The biggest ice cube in the world

This image shows one of the highest-energy neutrino events of this study superimposed on a view of the IceCube Lab at the South Pole. When a neutrino interacts in the Antarctic ice, it generates particles that in turn make flashes of light in the ice. In this illustration, the size of each sphere is proportional to the intensity of the light, and the color shows its time, where red is the earliest. Image: IceCube collaboration

January’s column was about snowflakes; this is about an ice cube, but a huge one called – wait for it – IceCube. Each side is 1 kilometer, 1,000 meters, so the volume is one billion cubic meters, and it weighs a billion tons. Calculations are easy in the metric system!

Scientists wanted a massive block of clear ice to detect mysterious neutrinos coming from far away in the universe. These particles interact with matter so rarely that 99.9999% pass right through that block leaving no trace. But one in a million hits a quark, much smaller than a proton, creating a shower of new particles, which make flashes of light in the ice.

The scientists did not have to make a giant ice cube; they found one under the snow at the South Pole. The ice there is more than 2.5 kilometers deep, and they chose a cubic kilometer with no air bubbles and little dust. But they had to get 5,000 light detectors 1.5 to 2.5 kilometers down in the ice and connected to the surface with cables.

The ingenious solution was to drill 60-centimeter-diameter holes with hot water. About 400,000 gallons of oil were used to heat water and melt vertical columns of ice. The water did not refreeze for several days, enough time to lower cables with photomultipliers every 60 meters. Starting in 2004 that took seven years. The detectors will be stuck in the ice for a thousand years – or less if the Antarctic melts faster.

It’s dark down there in the ice, but sometimes a neutrino makes a light flash bright enough to be detected through the clear ice by hundreds of photomultipliers. From the pattern of the signals, their brightness and time, the energy of the neutrino and its direction can be calculated.

Some neutrinos had energies of more than 1,000 trillion electronvolts (or TeV, in the language of scientists). That is 150 times the energy of the protons in CERN’s Large Hadron Collider. Those neutrinos must have come from the deep cosmos.

In September 2017, an ultrahigh-energy neutrino was detected from a gamma-ray source called a “blazar.” Alerts were sent to astronomers who saw bursts of gamma rays and X-rays from the same spot in the sky, confirming its origin. That neutrino had been travelling through space at 186,000 miles per second for 4.6 billion years before its death in a glorious flash of light.

Neutrinos from the center of the sun and from a supernova explosion had been detected before, but this was really the birth of neutrino astronomy.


> _Task directions_
Set out the records below again exactly; skip the images.

[Data tied to figure images]
┄┄┄┄┄┄┄┄┄┄┄┄┄┄┄┄┄┄┄┄

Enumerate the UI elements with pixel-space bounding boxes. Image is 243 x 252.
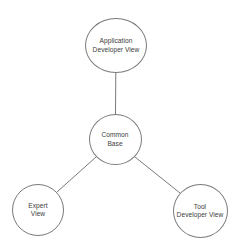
node-common-base[interactable]: Common Base xyxy=(89,114,142,165)
node-expert-view-label: Expert View xyxy=(28,202,47,219)
node-common-base-label-line2: Base xyxy=(107,140,122,147)
edge-common-base-to-tool-developer-view xyxy=(135,157,180,193)
node-expert-view[interactable]: Expert View xyxy=(12,184,64,236)
node-tool-developer-view-label-line2: Developer View xyxy=(177,211,224,218)
node-tool-developer-view[interactable]: Tool Developer View xyxy=(173,184,228,238)
node-application-developer-view-label-line2: Developer View xyxy=(93,46,140,53)
node-application-developer-view[interactable]: Application Developer View xyxy=(85,18,147,73)
diagram-canvas: Application Developer View Common Base E… xyxy=(0,0,243,252)
node-expert-view-label-line1: Expert xyxy=(28,202,47,209)
node-application-developer-view-label-line1: Application xyxy=(100,37,133,44)
node-tool-developer-view-label: Tool Developer View xyxy=(177,203,224,220)
edge-common-base-to-expert-view xyxy=(57,157,96,192)
node-tool-developer-view-label-line1: Tool xyxy=(194,203,206,210)
node-common-base-label: Common Base xyxy=(101,131,128,148)
node-common-base-label-line1: Common xyxy=(101,131,128,138)
node-application-developer-view-label: Application Developer View xyxy=(93,37,140,54)
node-expert-view-label-line2: View xyxy=(31,210,45,217)
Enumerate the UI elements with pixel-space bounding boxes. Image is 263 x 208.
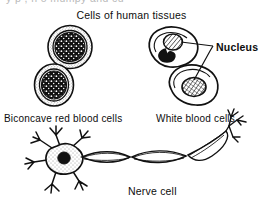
- nucleus-label: Nucleus: [216, 41, 258, 53]
- nerve-cell-nucleus: [58, 152, 70, 164]
- axon: [82, 131, 228, 163]
- nerve-cell-label: Nerve cell: [128, 185, 177, 197]
- red-blood-cells-label: Biconcave red blood cells: [4, 113, 122, 124]
- figure-drawing: [0, 0, 263, 208]
- white-blood-cells-label: White blood cells: [156, 113, 235, 124]
- white-blood-cell-lower: [169, 65, 218, 105]
- red-blood-cell-lower: [35, 64, 74, 106]
- figure-title: Cells of human tissues: [0, 9, 263, 21]
- red-blood-cell-upper: [48, 26, 92, 69]
- white-blood-cell-upper: [149, 27, 198, 67]
- cells-of-human-tissues-figure: y p , n o mumpy and cu: [0, 0, 263, 208]
- nucleus-lower-wbc: [182, 78, 206, 97]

┄┄┄┄┄┄┄┄┄┄┄┄┄┄┄┄┄┄┄┄

> _Reply_
Enumerate the UI elements with pixel-space bounding boxes. Image is 243 x 252.
node-common-base[interactable]: Common Base xyxy=(89,114,142,165)
node-expert-view-label: Expert View xyxy=(28,202,47,219)
node-common-base-label-line2: Base xyxy=(107,140,122,147)
edge-common-base-to-tool-developer-view xyxy=(135,157,180,193)
node-expert-view[interactable]: Expert View xyxy=(12,184,64,236)
node-tool-developer-view-label-line2: Developer View xyxy=(177,211,224,218)
node-tool-developer-view[interactable]: Tool Developer View xyxy=(173,184,228,238)
node-application-developer-view-label-line2: Developer View xyxy=(93,46,140,53)
node-application-developer-view[interactable]: Application Developer View xyxy=(85,18,147,73)
diagram-canvas: Application Developer View Common Base E… xyxy=(0,0,243,252)
node-expert-view-label-line1: Expert xyxy=(28,202,47,209)
node-application-developer-view-label-line1: Application xyxy=(100,37,133,44)
node-tool-developer-view-label: Tool Developer View xyxy=(177,203,224,220)
edge-common-base-to-expert-view xyxy=(57,157,96,192)
node-tool-developer-view-label-line1: Tool xyxy=(194,203,206,210)
node-common-base-label: Common Base xyxy=(101,131,128,148)
node-common-base-label-line1: Common xyxy=(101,131,128,138)
node-application-developer-view-label: Application Developer View xyxy=(93,37,140,54)
node-expert-view-label-line2: View xyxy=(31,210,45,217)
Enumerate the UI elements with pixel-space bounding boxes. Image is 263 x 208.
- nucleus-label: Nucleus: [216, 41, 258, 53]
- nerve-cell-nucleus: [58, 152, 70, 164]
- axon: [82, 131, 228, 163]
- nerve-cell-label: Nerve cell: [128, 185, 177, 197]
- red-blood-cells-label: Biconcave red blood cells: [4, 113, 122, 124]
- figure-drawing: [0, 0, 263, 208]
- white-blood-cells-label: White blood cells: [156, 113, 235, 124]
- white-blood-cell-lower: [169, 65, 218, 105]
- red-blood-cell-lower: [35, 64, 74, 106]
- figure-title: Cells of human tissues: [0, 9, 263, 21]
- red-blood-cell-upper: [48, 26, 92, 69]
- white-blood-cell-upper: [149, 27, 198, 67]
- cells-of-human-tissues-figure: y p , n o mumpy and cu: [0, 0, 263, 208]
- nucleus-lower-wbc: [182, 78, 206, 97]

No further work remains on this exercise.